A Bloody, Gender-Swapped Jane Eyre
In which our heroine reads all of Mimi Matthews' novels, and chooses to write about the Vampire one.
I read John Eyre by Mimi Matthews after tearing through nearly all of her romance novels in the past week or so. It might seem odd to start off what I hope will be an ongoing romance newsletter with a recommendation that is almost more gothic horror than romance—but then again, the relationship between Jane Eyre and Mr. Rochester has inspired countless romance pairings, and Jane Eyre is one of my personal favorite novels.
In John Eyre, Matthews’ protagonist is a schoolmaster who has recently obtained the position of tutor to two traumatized young boys living in the eerie Thornfield Hall. His employer is Mrs. Rochester – formerly Bertha Mason – who was married and (purportedly) widowed while traveling abroad. Bertha’s whirlwind romance and marriage to Mr. Rochester is told through a series of letters written to her childhood friend, Blanche Ingram (one of the few characters from the original novel who is not gender-swapped). These letters are interspersed with John Eyre’s narrative as he arrives at his new post, meets his mysterious employer, and begins to suspect that Thornfield Hall contains hidden tragedies.
The gothic elements of the novel are at their strongest in the epistolary section of the novel, which draws from the vampire lore of Bram Stoker’s Dracula. Matthews also deftly responds to the troubling colonial elements of the original novel by implicating the novel’s villain (Spoiler alert: It’s Mr. Rochester) with the slave trade in the West Indies—one of several disturbing revelations that Mrs. Rochester does not learn until after her marriage.

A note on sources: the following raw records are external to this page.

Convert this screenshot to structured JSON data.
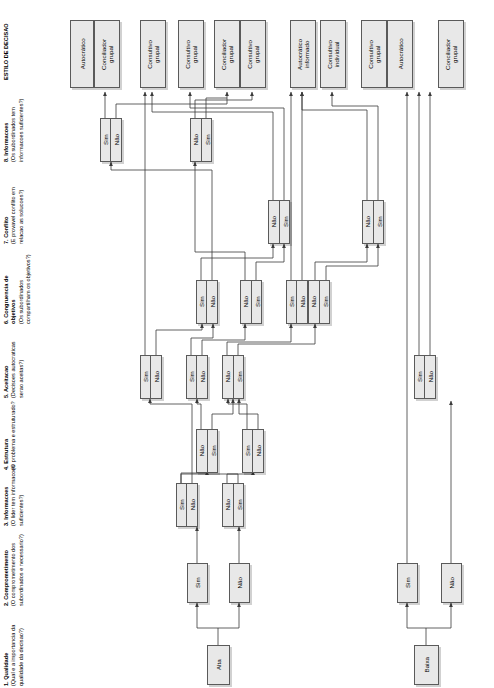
{
  "diagram": {
    "orientation": "rotated-90",
    "language": "pt-BR",
    "colors": {
      "node_fill": "#e8e8e8",
      "node_border": "#5a5a5a",
      "wire": "#3a3a3a",
      "background": "#ffffff"
    }
  },
  "columns": [
    {
      "id": "c1",
      "title": "1. Qualidade",
      "subtitle": "(Qual e a importancia da qualidade da decisao?)"
    },
    {
      "id": "c2",
      "title": "2. Comprometimento",
      "subtitle": "(O comprometimento dos subordinados e necessario?)"
    },
    {
      "id": "c3",
      "title": "3. Informacoes",
      "subtitle": "(O lider tem informacoes suficientes?)"
    },
    {
      "id": "c4",
      "title": "4. Estrutura",
      "subtitle": "(O problema e estruturado?"
    },
    {
      "id": "c5",
      "title": "5. Aceitacao",
      "subtitle": "(Decisoes autocraticas serao aceitas?)"
    },
    {
      "id": "c6",
      "title": "6. Congruencia de objetivos",
      "subtitle": "(Os subordinados compartilham os objetivos?)"
    },
    {
      "id": "c7",
      "title": "7. Conflito",
      "subtitle": "(E provavel conflito em relacao as solucoes?)"
    },
    {
      "id": "c8",
      "title": "8. Informacoes",
      "subtitle": "(Os subordinados tem informacoes suficientes?)"
    },
    {
      "id": "c9",
      "title": "ESTILO DE DECISAO",
      "subtitle": ""
    }
  ],
  "labels": {
    "sim": "Sim",
    "nao": "Não",
    "alta": "Alta",
    "baixa": "Baixa"
  },
  "roots": [
    {
      "id": "alta",
      "label": "Alta",
      "x": 206,
      "y": 645,
      "w": 24,
      "h": 40
    },
    {
      "id": "baixa",
      "label": "Baixa",
      "x": 414,
      "y": 645,
      "w": 24,
      "h": 40
    }
  ],
  "decision_nodes": [
    {
      "id": "d1",
      "col": "c2",
      "x": 186,
      "y": 563,
      "w": 22,
      "h": 38,
      "cells": [
        "Sim"
      ]
    },
    {
      "id": "d2",
      "col": "c2",
      "x": 228,
      "y": 563,
      "w": 22,
      "h": 38,
      "cells": [
        "Não"
      ]
    },
    {
      "id": "d3",
      "col": "c2",
      "x": 396,
      "y": 563,
      "w": 22,
      "h": 38,
      "cells": [
        "Sim"
      ]
    },
    {
      "id": "d4",
      "col": "c2",
      "x": 440,
      "y": 563,
      "w": 22,
      "h": 38,
      "cells": [
        "Não"
      ]
    },
    {
      "id": "d5",
      "col": "c3",
      "x": 176,
      "y": 483,
      "w": 22,
      "h": 42,
      "cells": [
        "Sim",
        "Não"
      ]
    },
    {
      "id": "d6",
      "col": "c3",
      "x": 222,
      "y": 483,
      "w": 22,
      "h": 42,
      "cells": [
        "Não",
        "Sim"
      ]
    },
    {
      "id": "d7",
      "col": "c4",
      "x": 196,
      "y": 429,
      "w": 22,
      "h": 42,
      "cells": [
        "Não",
        "Sim"
      ]
    },
    {
      "id": "d8",
      "col": "c4",
      "x": 242,
      "y": 429,
      "w": 22,
      "h": 42,
      "cells": [
        "Sim",
        "Não"
      ]
    },
    {
      "id": "d9",
      "col": "c5",
      "x": 140,
      "y": 355,
      "w": 22,
      "h": 42,
      "cells": [
        "Sim",
        "Não"
      ]
    },
    {
      "id": "d10",
      "col": "c5",
      "x": 186,
      "y": 355,
      "w": 22,
      "h": 42,
      "cells": [
        "Sim",
        "Não"
      ]
    },
    {
      "id": "d11",
      "col": "c5",
      "x": 222,
      "y": 355,
      "w": 22,
      "h": 42,
      "cells": [
        "Não",
        "Sim"
      ]
    },
    {
      "id": "d12",
      "col": "c5",
      "x": 414,
      "y": 355,
      "w": 22,
      "h": 42,
      "cells": [
        "Sim",
        "Não"
      ]
    },
    {
      "id": "d13",
      "col": "c6",
      "x": 196,
      "y": 280,
      "w": 22,
      "h": 42,
      "cells": [
        "Sim",
        "Não"
      ]
    },
    {
      "id": "d14",
      "col": "c6",
      "x": 240,
      "y": 280,
      "w": 22,
      "h": 42,
      "cells": [
        "Não",
        "Sim"
      ]
    },
    {
      "id": "d15",
      "col": "c6",
      "x": 286,
      "y": 280,
      "w": 22,
      "h": 42,
      "cells": [
        "Sim",
        "Não"
      ]
    },
    {
      "id": "d16",
      "col": "c6",
      "x": 310,
      "y": 280,
      "w": 22,
      "h": 42,
      "cells": [
        "Não",
        "Sim"
      ]
    },
    {
      "id": "d17",
      "col": "c7",
      "x": 268,
      "y": 200,
      "w": 22,
      "h": 42,
      "cells": [
        "Não",
        "Sim"
      ]
    },
    {
      "id": "d18",
      "col": "c7",
      "x": 362,
      "y": 200,
      "w": 22,
      "h": 42,
      "cells": [
        "Não",
        "Sim"
      ]
    },
    {
      "id": "d19",
      "col": "c8",
      "x": 100,
      "y": 118,
      "w": 22,
      "h": 42,
      "cells": [
        "Sim",
        "Não"
      ]
    },
    {
      "id": "d20",
      "col": "c8",
      "x": 190,
      "y": 118,
      "w": 22,
      "h": 42,
      "cells": [
        "Não",
        "Sim"
      ]
    }
  ],
  "outcomes": [
    {
      "id": "o1",
      "x": 70,
      "y": 20,
      "w": 24,
      "h": 68,
      "label": "Autocrático"
    },
    {
      "id": "o2",
      "x": 95,
      "y": 20,
      "w": 24,
      "h": 68,
      "label": "Conciliador\ngrupal"
    },
    {
      "id": "o3",
      "x": 140,
      "y": 20,
      "w": 24,
      "h": 68,
      "label": "Consultivo\ngrupal"
    },
    {
      "id": "o4",
      "x": 178,
      "y": 20,
      "w": 24,
      "h": 68,
      "label": "Consultivo\ngrupal"
    },
    {
      "id": "o5",
      "x": 215,
      "y": 20,
      "w": 24,
      "h": 68,
      "label": "Conciliador\ngrupal"
    },
    {
      "id": "o6",
      "x": 240,
      "y": 20,
      "w": 24,
      "h": 68,
      "label": "Consultivo\ngrupal"
    },
    {
      "id": "o7",
      "x": 290,
      "y": 20,
      "w": 24,
      "h": 68,
      "label": "Autocrático\ninformado"
    },
    {
      "id": "o8",
      "x": 320,
      "y": 20,
      "w": 24,
      "h": 68,
      "label": "Consultivo\nindividual"
    },
    {
      "id": "o9",
      "x": 362,
      "y": 20,
      "w": 24,
      "h": 68,
      "label": "Consultivo\ngrupal"
    },
    {
      "id": "o10",
      "x": 387,
      "y": 20,
      "w": 24,
      "h": 68,
      "label": "Autocrático"
    },
    {
      "id": "o11",
      "x": 440,
      "y": 20,
      "w": 24,
      "h": 68,
      "label": "Conciliador\ngrupal"
    }
  ]
}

The romantic elements primarily take place in John Eyre’s narrative, in which the plain, scholastic, and somewhat laudanum-addled John is helplessly attracted to the mysterious and magnetic Mrs. Rochester. John has nurturing instincts, and he quickly becomes attached to his pupils despite their reticence, while Mrs. Rochester does her best to avoid her wards and doesn’t display much interest in them. John is also keenly aware of his humble position in society, while Mrs. Rochester is an heiress who has done her best to buck tradition. But despite their contrasts—and perhaps because of them—the two draw closer and closer to one another in a tightening gyre of attraction as the novel progresses in a delectable slow burn.
Matthews does away with the portion of Brontë’s original plot involving Jane Eyre’s family—in this version there are no terrible cousins or evil aunt to provide John Eyre with a traumatic childhood, nor is there an excursion in which he happens upon distant relatives as Jane does after she runs away from Thornfield. However, the scenes that are crucial to the romantic narrative remain in place, including a first meeting with Mrs. Rochester on horseback and John Eyre walking in the mists near Thornfield, as well as an encounter after a nighttime fire in the household that is heated in more ways than one.
Weaving together the gothic and the romantic, retaining the structure of the original novel while adding her own original twists, Matthews creates a new story that I would recommend to Brontë fanatics and newcomers alike.
Read This If You Liked:
Mexican Gothic by Silvia Moreno-Garcia
Northanger Abbey by Jane Austen
More Jane Eyre Retellings to Check Out:
The Wide Sargasso Sea by Jean Rhys
Re Jane: A Novel by Patricia Park
What to read next from Mimi Matthews:
I would recommend starting with the Parish Orphans of Devon series, which includes:
And I’m very much looking forward to reading her newest book, The Siren of Sussex, which involves some characters who we first meet in A Modest Independence.